Thanks for the reply. Just to verify, are you saying I can just add the
tag as I would with HTML. If so, that is great!! Thanks for taking the
time to reply.
On Nov 6, 10:29 am, "Daniel Pitts" <googlegrou...@coloraura.com>
wrote:
> Thanks for the reply. Just to verify, are you saying I can just add the
> tag as I would with HTML. If so, that is great!! Thanks for taking the
> time to reply.
That is correct. A well-written JSP will look almost
exactly like a normal HTML file, with the occasional
<% %> intrusion.
(This is a statement of opinion, but it's also The Truth.
If your JSP looks more like a Java program with occasional
HTML tags, you're doing it the hard way.)

Signature
Mark Jeffcoat
Austin, TX
bravesplace@yahoo.com - 06 Nov 2006 17:30 GMT
Thank you so much for your help, and advise.
> bravespl...@yahoo.com writes:
> > Thanks for the reply. Just to verify, are you saying I can just add the
[quoted text clipped - 10 lines]
> Mark Jeffcoat
> Austin, TX
Daniel Pitts - 06 Nov 2006 20:35 GMT
> > Thanks for the reply. Just to verify, are you saying I can just add the
> > tag as I would with HTML. If so, that is great!! Thanks for taking the
[quoted text clipped - 11 lines]
> Mark Jeffcoat
> Austin, TX
Actually, a well-written JSP will look like XHTML with namespaced
action tags such as "<c:if test='${something}'>Something is
true</c:if>"
:-)
aflat362 - 07 Nov 2006 21:14 GMT
> > > Thanks for the reply. Just to verify, are you saying I can just add the
> > > tag as I would with HTML. If so, that is great!! Thanks for taking the
[quoted text clipped - 16 lines]
> true</c:if>"
> :-)
Actually, a well-written JSP would work - bug free - regardless of
whether you use scriptlets or tag libraries or EL. Nothing is wrong
with scriptlets.
Daniel Pitts - 07 Nov 2006 21:21 GMT
> > > > Thanks for the reply. Just to verify, are you saying I can just add the
> > > > tag as I would with HTML. If so, that is great!! Thanks for taking the
[quoted text clipped - 20 lines]
> whether you use scriptlets or tag libraries or EL. Nothing is wrong
> with scriptlets.
Nothing is "wrong" with them, but they tend to be abused.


• **Instructions for the task**
Report each line of the entries below that has the word "holder" in it.

• **Source material**
-*-

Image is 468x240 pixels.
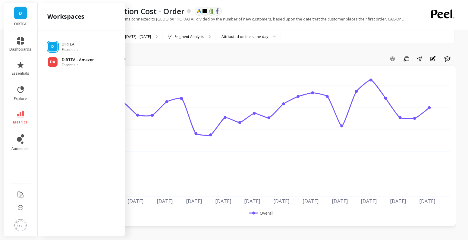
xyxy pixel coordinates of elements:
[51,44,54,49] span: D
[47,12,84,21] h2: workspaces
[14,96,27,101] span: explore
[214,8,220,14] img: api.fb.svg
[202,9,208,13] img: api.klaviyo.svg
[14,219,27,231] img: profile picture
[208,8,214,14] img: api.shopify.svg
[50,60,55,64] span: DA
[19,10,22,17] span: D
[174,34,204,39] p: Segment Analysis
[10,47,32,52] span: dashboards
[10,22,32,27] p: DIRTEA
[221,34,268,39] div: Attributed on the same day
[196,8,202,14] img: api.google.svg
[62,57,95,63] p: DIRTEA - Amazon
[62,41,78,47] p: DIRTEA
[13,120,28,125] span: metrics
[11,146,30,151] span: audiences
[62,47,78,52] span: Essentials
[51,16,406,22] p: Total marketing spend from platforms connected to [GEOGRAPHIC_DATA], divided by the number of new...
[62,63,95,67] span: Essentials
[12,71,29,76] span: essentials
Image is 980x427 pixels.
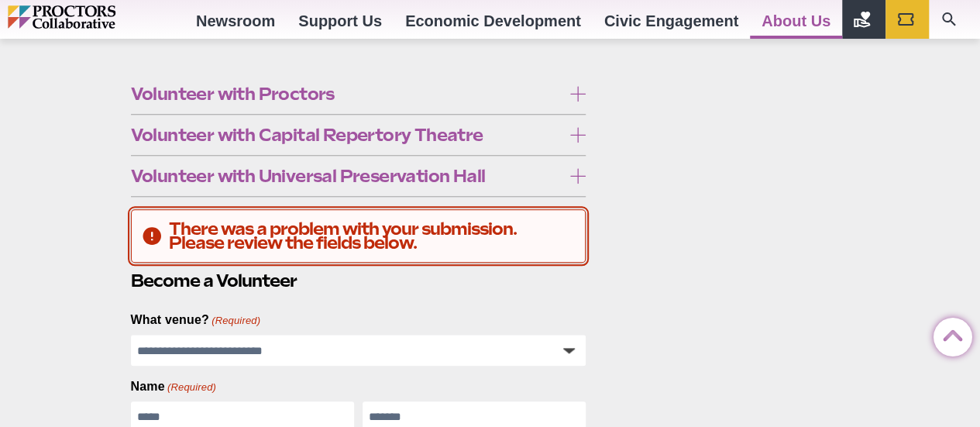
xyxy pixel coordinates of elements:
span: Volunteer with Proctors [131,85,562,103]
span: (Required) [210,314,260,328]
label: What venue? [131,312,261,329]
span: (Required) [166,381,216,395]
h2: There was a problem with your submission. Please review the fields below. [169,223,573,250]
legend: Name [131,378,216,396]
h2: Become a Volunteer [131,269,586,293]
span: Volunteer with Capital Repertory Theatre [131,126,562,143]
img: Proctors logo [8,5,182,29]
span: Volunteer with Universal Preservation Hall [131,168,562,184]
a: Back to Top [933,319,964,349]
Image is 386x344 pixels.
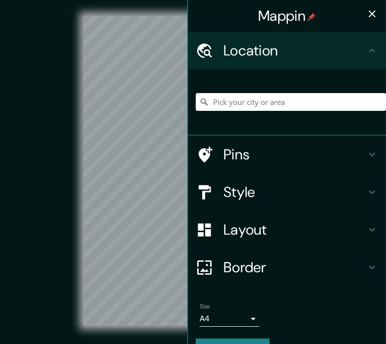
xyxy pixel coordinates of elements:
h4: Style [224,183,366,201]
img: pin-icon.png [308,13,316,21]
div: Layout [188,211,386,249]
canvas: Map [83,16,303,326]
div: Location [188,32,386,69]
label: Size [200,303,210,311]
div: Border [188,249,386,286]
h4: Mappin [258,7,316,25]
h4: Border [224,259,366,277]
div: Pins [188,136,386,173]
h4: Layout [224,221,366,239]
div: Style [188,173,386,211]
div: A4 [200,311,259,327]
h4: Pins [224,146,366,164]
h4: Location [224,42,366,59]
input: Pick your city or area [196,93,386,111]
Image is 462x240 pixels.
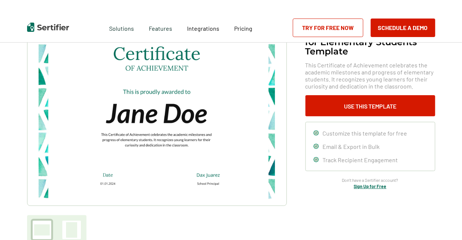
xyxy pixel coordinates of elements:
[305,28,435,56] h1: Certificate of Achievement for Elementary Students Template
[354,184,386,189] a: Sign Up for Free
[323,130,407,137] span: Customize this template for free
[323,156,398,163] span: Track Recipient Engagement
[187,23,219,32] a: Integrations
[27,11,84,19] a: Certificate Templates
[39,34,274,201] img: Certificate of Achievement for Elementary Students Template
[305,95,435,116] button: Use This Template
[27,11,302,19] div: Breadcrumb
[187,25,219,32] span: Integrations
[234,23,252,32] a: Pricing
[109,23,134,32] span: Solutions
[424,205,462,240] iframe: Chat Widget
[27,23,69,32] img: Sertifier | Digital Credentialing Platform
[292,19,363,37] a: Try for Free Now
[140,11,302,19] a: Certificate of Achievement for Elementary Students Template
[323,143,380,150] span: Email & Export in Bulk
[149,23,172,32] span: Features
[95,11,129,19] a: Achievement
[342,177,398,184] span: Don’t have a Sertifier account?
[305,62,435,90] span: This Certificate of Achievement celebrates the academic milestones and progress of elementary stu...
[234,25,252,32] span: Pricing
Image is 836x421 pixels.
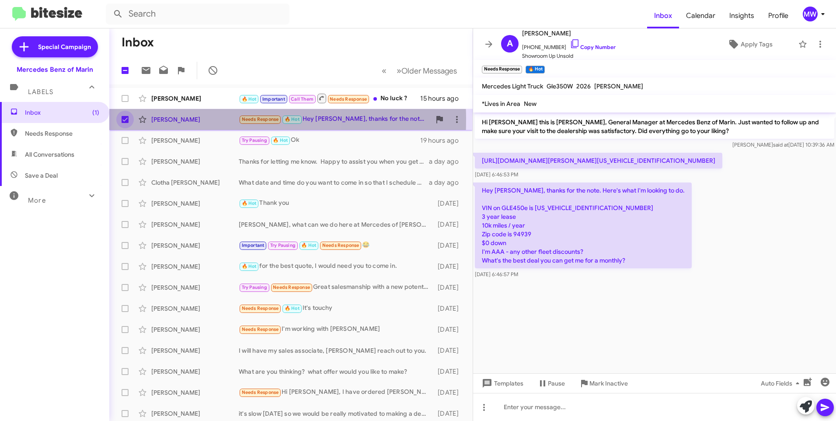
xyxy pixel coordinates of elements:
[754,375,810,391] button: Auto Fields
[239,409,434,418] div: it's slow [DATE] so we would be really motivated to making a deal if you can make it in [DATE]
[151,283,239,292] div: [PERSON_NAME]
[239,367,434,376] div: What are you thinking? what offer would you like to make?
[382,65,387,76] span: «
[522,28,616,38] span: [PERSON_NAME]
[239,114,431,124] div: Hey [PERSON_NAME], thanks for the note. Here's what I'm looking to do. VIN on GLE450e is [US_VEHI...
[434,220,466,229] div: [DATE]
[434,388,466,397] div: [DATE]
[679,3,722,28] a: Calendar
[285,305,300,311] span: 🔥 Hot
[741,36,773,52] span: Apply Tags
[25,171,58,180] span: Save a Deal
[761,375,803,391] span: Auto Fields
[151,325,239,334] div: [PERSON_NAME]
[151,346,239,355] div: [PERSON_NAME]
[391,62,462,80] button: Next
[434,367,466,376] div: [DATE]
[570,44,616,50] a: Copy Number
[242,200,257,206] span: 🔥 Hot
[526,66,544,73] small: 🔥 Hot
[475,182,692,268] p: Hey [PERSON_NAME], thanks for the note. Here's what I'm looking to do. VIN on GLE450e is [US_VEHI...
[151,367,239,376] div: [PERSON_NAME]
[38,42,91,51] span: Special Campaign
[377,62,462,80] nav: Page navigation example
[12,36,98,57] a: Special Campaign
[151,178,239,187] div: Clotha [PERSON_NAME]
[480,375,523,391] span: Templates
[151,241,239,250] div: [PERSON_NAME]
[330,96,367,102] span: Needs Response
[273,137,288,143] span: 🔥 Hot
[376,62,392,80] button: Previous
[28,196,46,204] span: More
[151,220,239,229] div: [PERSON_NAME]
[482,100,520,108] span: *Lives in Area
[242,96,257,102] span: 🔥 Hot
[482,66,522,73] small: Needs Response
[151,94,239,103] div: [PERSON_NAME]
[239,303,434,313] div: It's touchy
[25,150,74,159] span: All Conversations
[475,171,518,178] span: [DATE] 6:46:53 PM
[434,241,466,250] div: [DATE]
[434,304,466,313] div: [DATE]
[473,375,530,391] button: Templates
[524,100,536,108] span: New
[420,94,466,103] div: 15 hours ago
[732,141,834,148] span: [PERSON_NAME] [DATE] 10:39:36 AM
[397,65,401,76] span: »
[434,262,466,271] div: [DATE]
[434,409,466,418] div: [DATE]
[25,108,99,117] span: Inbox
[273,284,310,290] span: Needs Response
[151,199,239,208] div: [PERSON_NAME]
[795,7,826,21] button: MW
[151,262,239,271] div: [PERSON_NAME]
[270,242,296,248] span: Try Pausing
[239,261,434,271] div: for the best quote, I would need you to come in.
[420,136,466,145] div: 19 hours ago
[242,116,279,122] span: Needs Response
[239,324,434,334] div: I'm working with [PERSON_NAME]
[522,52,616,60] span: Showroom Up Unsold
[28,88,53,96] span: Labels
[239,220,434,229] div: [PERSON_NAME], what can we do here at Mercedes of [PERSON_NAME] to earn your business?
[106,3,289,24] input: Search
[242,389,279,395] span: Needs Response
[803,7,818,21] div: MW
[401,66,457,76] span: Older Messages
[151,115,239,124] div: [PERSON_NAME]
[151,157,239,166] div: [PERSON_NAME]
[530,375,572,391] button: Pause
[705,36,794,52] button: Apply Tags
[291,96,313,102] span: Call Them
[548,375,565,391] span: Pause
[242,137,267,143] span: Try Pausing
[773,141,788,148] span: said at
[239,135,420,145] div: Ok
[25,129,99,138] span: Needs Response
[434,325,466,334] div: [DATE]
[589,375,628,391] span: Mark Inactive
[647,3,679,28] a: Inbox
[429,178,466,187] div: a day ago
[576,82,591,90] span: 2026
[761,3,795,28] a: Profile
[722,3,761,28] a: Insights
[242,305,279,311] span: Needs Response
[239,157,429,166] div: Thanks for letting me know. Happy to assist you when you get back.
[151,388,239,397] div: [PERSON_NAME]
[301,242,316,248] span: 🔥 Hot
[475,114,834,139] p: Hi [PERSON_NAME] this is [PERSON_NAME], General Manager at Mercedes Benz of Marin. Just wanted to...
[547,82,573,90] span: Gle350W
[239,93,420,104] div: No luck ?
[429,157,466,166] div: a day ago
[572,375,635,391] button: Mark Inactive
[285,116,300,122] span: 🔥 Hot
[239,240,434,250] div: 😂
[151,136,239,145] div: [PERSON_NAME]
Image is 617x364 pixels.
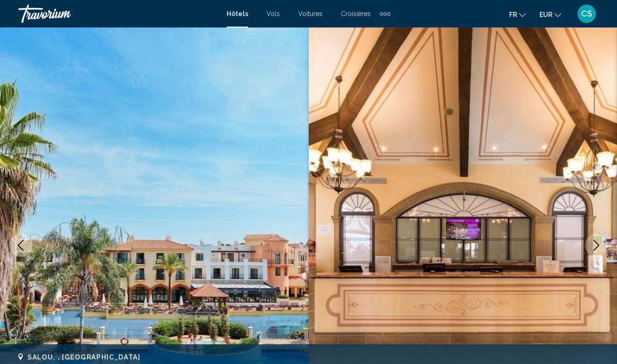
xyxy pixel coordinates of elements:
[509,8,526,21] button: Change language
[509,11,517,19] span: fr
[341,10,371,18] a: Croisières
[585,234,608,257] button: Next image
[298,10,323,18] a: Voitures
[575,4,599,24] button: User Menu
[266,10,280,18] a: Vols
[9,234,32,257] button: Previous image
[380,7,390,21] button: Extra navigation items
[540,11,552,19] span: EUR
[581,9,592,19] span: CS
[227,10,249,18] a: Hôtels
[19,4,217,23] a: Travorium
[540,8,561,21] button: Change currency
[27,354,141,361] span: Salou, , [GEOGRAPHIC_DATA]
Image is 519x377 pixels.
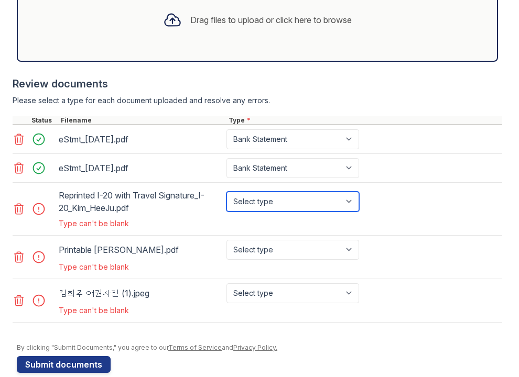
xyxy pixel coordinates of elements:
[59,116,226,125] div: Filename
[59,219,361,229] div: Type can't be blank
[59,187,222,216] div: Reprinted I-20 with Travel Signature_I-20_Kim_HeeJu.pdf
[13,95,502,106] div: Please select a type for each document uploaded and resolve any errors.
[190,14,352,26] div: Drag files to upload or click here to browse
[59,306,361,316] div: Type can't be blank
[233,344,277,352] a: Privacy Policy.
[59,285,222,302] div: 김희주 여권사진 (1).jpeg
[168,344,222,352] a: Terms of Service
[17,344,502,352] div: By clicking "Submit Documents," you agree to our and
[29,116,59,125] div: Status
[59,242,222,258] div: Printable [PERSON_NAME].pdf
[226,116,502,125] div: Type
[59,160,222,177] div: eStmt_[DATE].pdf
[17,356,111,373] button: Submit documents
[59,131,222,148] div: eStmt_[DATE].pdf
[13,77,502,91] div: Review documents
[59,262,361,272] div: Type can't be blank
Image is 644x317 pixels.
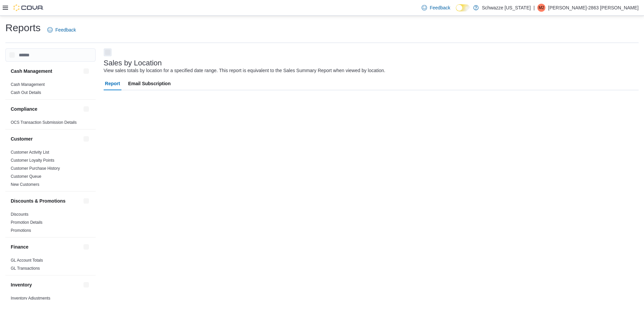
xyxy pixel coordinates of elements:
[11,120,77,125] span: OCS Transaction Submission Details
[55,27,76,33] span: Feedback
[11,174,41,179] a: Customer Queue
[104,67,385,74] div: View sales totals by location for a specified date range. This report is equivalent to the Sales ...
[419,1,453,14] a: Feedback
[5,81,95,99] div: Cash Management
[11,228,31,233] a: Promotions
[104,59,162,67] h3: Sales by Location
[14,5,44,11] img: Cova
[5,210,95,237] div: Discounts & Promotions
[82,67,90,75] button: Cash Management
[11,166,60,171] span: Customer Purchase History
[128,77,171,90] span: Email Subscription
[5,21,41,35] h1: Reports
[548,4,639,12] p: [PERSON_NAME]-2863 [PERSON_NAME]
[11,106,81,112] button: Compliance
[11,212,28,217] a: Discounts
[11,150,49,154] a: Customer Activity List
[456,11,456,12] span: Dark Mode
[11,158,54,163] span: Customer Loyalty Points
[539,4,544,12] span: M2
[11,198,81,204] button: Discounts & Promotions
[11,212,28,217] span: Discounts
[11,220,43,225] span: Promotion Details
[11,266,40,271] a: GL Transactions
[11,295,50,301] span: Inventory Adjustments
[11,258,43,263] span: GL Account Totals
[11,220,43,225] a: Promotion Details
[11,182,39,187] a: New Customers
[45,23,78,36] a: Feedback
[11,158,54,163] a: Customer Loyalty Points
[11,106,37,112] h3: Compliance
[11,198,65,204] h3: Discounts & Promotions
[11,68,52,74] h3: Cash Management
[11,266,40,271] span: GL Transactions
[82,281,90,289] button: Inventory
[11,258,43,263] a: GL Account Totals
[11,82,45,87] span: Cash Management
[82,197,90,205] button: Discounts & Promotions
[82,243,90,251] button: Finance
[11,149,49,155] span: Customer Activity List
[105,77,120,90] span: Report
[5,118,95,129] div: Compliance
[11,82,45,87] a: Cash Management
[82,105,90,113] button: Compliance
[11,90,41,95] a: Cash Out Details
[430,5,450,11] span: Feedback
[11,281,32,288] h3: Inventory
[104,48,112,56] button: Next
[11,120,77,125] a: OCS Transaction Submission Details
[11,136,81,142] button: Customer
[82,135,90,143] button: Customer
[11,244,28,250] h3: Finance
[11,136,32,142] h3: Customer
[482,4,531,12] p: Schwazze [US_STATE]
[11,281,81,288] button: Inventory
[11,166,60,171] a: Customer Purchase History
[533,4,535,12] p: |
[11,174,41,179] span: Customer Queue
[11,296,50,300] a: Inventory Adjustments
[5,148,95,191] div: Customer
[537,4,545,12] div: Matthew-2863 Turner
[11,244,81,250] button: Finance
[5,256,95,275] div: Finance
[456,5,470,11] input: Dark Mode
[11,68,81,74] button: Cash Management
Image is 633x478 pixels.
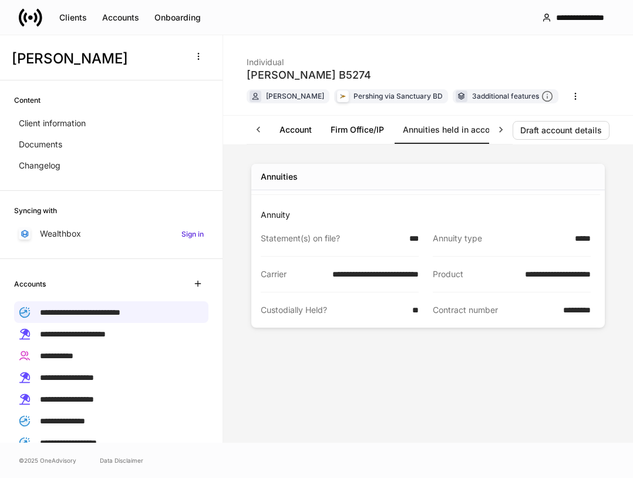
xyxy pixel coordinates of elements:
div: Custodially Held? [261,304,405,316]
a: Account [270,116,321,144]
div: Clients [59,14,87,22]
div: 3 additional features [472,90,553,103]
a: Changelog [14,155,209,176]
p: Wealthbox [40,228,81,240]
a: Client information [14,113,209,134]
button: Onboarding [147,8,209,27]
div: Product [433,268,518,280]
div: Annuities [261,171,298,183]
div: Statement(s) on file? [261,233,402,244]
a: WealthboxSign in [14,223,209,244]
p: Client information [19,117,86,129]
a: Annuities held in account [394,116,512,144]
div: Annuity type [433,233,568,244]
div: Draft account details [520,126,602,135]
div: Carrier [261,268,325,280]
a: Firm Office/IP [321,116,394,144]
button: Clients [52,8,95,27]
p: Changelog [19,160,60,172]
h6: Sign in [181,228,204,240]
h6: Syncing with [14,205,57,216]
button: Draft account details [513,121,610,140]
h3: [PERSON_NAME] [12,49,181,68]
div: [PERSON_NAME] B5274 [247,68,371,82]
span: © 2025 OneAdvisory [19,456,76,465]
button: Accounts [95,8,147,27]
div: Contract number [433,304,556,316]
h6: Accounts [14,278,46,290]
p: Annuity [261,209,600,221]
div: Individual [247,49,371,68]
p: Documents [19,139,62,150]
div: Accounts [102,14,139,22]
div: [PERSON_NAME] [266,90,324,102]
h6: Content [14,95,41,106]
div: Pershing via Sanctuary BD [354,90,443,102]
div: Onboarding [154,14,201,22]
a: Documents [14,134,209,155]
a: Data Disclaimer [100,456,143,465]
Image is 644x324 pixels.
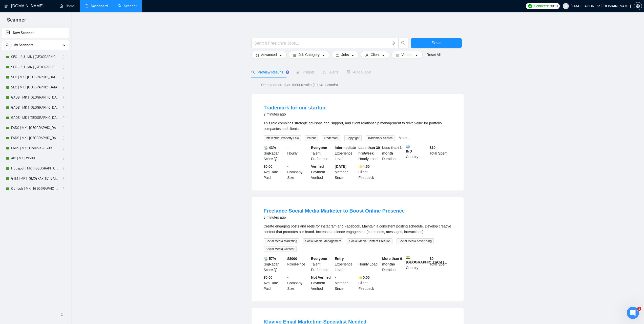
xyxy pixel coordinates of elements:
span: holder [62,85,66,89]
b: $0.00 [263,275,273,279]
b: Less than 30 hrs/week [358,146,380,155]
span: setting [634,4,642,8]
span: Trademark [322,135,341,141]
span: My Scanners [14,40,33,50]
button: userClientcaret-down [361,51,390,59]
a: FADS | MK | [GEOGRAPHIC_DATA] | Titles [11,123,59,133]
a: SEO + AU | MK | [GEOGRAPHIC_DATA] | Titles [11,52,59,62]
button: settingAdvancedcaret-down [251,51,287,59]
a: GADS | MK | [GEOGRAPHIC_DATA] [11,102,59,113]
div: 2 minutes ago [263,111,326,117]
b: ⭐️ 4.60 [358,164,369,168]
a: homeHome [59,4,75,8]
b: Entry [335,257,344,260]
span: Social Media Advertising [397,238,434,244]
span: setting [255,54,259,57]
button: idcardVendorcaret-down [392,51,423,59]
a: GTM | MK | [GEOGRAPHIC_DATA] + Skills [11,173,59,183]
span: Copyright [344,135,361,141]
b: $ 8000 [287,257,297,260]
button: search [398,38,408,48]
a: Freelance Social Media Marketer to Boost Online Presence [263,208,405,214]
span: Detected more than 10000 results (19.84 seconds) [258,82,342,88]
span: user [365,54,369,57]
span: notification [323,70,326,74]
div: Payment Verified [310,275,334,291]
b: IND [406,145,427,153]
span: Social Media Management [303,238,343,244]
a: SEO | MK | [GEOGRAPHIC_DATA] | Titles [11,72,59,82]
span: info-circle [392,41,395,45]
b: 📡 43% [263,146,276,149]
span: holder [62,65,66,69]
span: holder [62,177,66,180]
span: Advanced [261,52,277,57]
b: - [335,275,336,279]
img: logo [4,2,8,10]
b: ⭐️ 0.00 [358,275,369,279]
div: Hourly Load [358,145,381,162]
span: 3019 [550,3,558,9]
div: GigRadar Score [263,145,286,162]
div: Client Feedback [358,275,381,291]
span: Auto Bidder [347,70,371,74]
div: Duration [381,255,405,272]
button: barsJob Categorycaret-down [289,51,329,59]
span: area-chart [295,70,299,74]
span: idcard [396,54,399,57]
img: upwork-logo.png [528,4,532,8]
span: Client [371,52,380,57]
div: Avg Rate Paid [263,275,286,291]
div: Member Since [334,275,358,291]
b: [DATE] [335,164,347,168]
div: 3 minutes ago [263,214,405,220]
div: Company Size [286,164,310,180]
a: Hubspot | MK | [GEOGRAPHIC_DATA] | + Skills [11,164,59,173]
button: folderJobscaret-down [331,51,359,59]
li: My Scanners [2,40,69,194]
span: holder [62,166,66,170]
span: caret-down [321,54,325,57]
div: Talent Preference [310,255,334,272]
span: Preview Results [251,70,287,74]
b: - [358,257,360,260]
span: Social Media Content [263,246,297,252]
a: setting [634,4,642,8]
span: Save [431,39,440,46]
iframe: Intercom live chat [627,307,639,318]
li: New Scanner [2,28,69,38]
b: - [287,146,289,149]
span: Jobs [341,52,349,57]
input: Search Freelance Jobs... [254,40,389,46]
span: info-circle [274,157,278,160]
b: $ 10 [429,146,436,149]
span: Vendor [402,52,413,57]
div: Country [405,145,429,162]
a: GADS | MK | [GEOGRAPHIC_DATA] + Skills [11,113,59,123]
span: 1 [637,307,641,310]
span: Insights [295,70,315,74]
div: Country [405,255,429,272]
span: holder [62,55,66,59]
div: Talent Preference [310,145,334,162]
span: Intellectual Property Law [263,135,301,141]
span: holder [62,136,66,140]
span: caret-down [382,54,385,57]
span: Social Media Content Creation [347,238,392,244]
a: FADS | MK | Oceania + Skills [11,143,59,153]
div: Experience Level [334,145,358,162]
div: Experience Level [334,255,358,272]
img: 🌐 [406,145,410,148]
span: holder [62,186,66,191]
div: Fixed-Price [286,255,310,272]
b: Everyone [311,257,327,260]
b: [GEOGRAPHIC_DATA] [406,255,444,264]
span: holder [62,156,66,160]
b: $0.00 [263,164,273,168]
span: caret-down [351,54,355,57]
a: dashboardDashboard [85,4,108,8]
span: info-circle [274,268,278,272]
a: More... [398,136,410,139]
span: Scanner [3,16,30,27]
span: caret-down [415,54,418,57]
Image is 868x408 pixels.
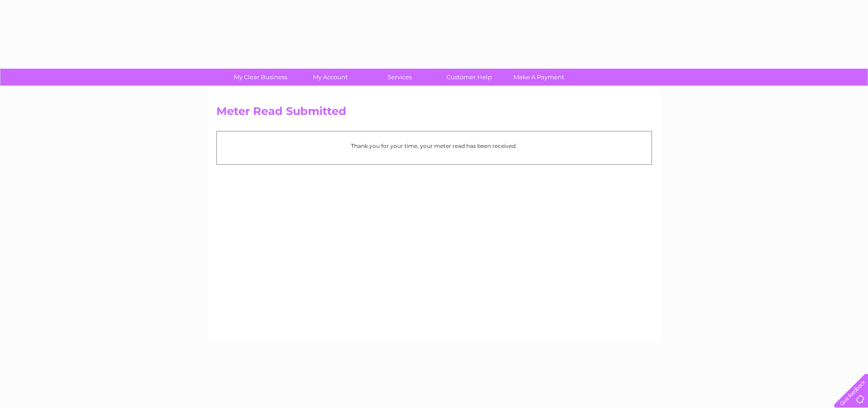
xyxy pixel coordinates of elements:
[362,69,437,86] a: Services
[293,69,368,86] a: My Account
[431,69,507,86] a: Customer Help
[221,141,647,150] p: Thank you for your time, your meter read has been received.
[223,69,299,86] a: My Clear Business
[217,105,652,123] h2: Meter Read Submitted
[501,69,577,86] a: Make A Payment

-*-

• **Task result**
span: holder [62,85,66,89]
span: holder [62,65,66,69]
span: holder [62,177,66,180]
span: holder [62,166,66,170]
span: holder [62,55,66,59]
span: holder [62,136,66,140]
span: holder [62,186,66,191]
span: holder [62,156,66,160]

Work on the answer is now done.